In the privacy sections (in terms of both ethical and legal impacts), it was shown that under regulated SDV development has the potential to have negative ethical impacts on the privacy of drivers, passengers, pedestrians, and road-users, while also having legal implications in terms of data protection and privacy law. These sections demonstrate that there needs to be adherence to current regulations for the effective control of data generated, retrieved and used by SDVs. Clear delineations need to be established about what constitutes essential data for the vehicle’s mobility and if this contains personal and private information. There needs to be clear indication that if essential data contains personal or private information, then it should be strongly anonymized, aggregated, and secured, to protect the privacy of drivers, passengers, and other road users. If it is non-essential data, then there should be adequate policies to ensure that they are not retrieved or stored as a result of using an SDV, unless explicit and informed consent is given.

As was made clear in the legal impacts section of this scenario, European governments need to effectively integrate the tenets of the GDPR into the automotive industry to effectively assure citizens that their personal data will be protected if they use SDVs. Automobile manufacturers have the responsibility of identifying the purposes for which the car collects data in order to demonstrate their compliance with data protection law. For instance, there needs to be careful analysis if this data will be used for advertising, customised pricing, or to sell additional products to the car owner, and either ensuring the owner is aware of these, and consent to it, or prohibit use of data in this way, altogether.

As also brought out in the scenario, there is a current legal concern that SDVs will be used for malicious, illegal, and fraudulent purposes. SDVs may threaten the safety and security of passengers, pedestrians, and cities if controlled or hacked my criminals or terrorists. Therefore, data collected within the vehicle may become important for law enforcement officials in situations where SDVs are hacked or used for malicious purposes. Police authorities should be allowed to identify illegal SDV activity, as long as it does not infringe upon the privacy of innocent citizens (cybersecurity section). Methods such as DENM, certifications, cryptographic signatures, and attestation methods require heavy investment by automotive companies and need to be fit for purpose; which illustrates the tensions discussed in the paper between safety and economic concerns.
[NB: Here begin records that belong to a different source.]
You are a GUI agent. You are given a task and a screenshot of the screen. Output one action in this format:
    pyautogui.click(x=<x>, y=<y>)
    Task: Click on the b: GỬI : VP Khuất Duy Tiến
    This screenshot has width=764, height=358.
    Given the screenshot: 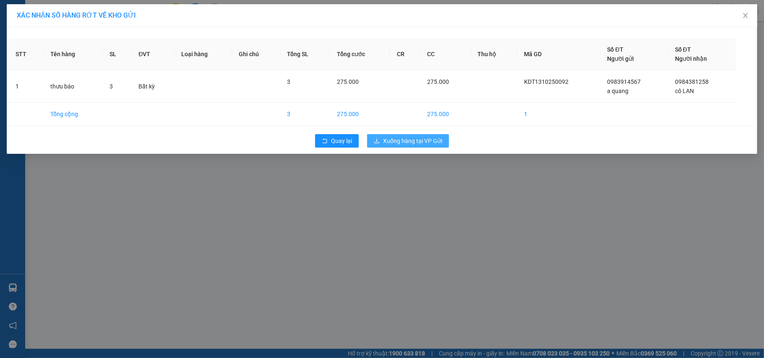 What is the action you would take?
    pyautogui.click(x=73, y=68)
There needs to be careful statutory regulation, third-party testing, and planning for the security of these technologies, which may inhibit the speedy deployment of SDVs (inhibitor), but which will ensure greater security of these vehicles (facilitator).

One of the main social and economic issues imagined for the future will be the challenge of transitioning between non-autonomous vehicles and autonomous vehicles. A key foreseeable issue will be the adequate implementation of digital infrastructure to accommodate SDVs. Therefore, policymakers will need to ensure that there is a smooth transition between traditional infrastructure and the digital infrastructure of the future. For the foreseeable future, SDVs will have to use our current road signs lights and markings to navigate on roads. However, these may eventually be replaced by ‘digital infrastructure’. While this is not likely to transpire by 2025, governments and companies should already be preparing for this transition as it will be one of the most costly and time-consuming processes in the materialisation of widespread SDVs usage.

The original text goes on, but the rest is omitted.